Volunteers who played a game involving monetary gains and losses felt more envy after an imaginary opponent's wins if they had received a dose of oxytocin, compared with a placebo.
Similarly, oxytocin boosted feelings of schadenfreude – pleasure at another's misfortune – after volunteers won more money than their opponent.
"The bottom line is that [oxytocin] doesn't only work on pro-social, positive emotions, it has a general effect on social emotions and it depends on the context," says Simone Shamay-Tsoory, a cognitive scientist at the University of Haifa, Israel, who led the study.
Attraction to aggression
Previous work on animals has hinted at oxytocin's double life. Female hamsters that received an infusion of oxytocin into a brain area where the hormone is known to have an effect responded more aggressively to intruders than hamsters that got no oxytocin.Newborn female voles that received an injection of oxytocin later responded more aggressively to males than other females.
Studies with humans, on the other hand, have suggested that oxytocin makes us more likely to trust others, find them attractive, and remember their faces. We even receive a flood of the stuff when we play with our pooches. "No one actually examined if it can be involved in negative social emotions," says Shamay-Tsoory.
However, she admits her team expected to find that feelings of envy and gloating were tempered by the hormone.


* **What you are asked to do**
Which lines of the records below contain the string "Content"? Report each of them.

* **Exercise materials**
───
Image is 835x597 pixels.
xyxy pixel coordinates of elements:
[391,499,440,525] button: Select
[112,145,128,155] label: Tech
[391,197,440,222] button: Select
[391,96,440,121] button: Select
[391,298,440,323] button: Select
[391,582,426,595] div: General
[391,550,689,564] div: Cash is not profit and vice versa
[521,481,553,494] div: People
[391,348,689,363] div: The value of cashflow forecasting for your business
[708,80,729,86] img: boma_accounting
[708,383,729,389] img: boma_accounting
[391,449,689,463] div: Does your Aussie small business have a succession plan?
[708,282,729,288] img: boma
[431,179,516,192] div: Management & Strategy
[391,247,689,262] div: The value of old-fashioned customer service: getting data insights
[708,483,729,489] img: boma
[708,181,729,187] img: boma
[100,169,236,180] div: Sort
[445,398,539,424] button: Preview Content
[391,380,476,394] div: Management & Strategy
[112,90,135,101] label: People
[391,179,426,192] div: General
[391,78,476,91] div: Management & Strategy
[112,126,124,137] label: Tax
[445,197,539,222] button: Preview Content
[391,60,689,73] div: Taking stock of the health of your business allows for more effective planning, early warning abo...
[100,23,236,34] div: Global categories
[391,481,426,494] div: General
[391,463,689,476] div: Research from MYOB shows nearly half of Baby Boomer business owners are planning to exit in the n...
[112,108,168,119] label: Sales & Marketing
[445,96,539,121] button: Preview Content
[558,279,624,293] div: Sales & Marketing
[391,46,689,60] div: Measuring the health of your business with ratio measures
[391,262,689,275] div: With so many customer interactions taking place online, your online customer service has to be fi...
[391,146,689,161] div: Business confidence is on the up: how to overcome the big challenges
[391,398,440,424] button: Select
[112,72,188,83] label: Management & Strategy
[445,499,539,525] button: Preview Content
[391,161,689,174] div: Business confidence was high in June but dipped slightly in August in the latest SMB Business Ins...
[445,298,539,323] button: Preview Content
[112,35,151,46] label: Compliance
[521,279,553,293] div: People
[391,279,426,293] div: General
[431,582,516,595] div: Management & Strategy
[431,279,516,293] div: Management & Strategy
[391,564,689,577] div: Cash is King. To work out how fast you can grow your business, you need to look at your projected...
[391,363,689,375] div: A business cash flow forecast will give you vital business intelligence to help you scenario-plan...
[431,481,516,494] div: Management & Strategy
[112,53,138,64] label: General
───
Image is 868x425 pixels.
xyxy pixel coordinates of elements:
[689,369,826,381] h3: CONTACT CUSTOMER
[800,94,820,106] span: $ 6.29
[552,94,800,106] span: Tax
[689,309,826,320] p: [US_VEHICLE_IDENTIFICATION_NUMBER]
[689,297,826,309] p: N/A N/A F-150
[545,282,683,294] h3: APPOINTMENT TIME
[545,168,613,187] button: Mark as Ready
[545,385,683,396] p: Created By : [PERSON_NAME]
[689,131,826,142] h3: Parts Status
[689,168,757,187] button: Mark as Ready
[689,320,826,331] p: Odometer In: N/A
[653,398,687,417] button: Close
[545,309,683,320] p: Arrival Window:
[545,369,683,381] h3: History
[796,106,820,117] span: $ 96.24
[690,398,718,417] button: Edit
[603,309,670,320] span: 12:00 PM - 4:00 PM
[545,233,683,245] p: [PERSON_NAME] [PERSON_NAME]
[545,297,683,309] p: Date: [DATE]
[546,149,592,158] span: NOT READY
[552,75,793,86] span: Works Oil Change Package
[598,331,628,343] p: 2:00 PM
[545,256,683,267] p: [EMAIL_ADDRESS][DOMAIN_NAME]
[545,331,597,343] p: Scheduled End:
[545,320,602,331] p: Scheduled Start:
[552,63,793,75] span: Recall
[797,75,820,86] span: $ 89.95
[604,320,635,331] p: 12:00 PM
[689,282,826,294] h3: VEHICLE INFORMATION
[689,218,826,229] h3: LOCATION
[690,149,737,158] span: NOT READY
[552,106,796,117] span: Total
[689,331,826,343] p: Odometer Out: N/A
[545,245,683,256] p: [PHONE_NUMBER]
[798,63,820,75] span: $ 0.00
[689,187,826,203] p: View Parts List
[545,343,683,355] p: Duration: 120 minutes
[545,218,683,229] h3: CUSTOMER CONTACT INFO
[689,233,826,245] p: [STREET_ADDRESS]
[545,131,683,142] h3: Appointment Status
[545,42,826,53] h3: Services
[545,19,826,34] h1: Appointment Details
───
* **Expected answer**
[445,398,539,424] button: Preview Content
[445,197,539,222] button: Preview Content
[445,96,539,121] button: Preview Content
[445,499,539,525] button: Preview Content
[445,298,539,323] button: Preview Content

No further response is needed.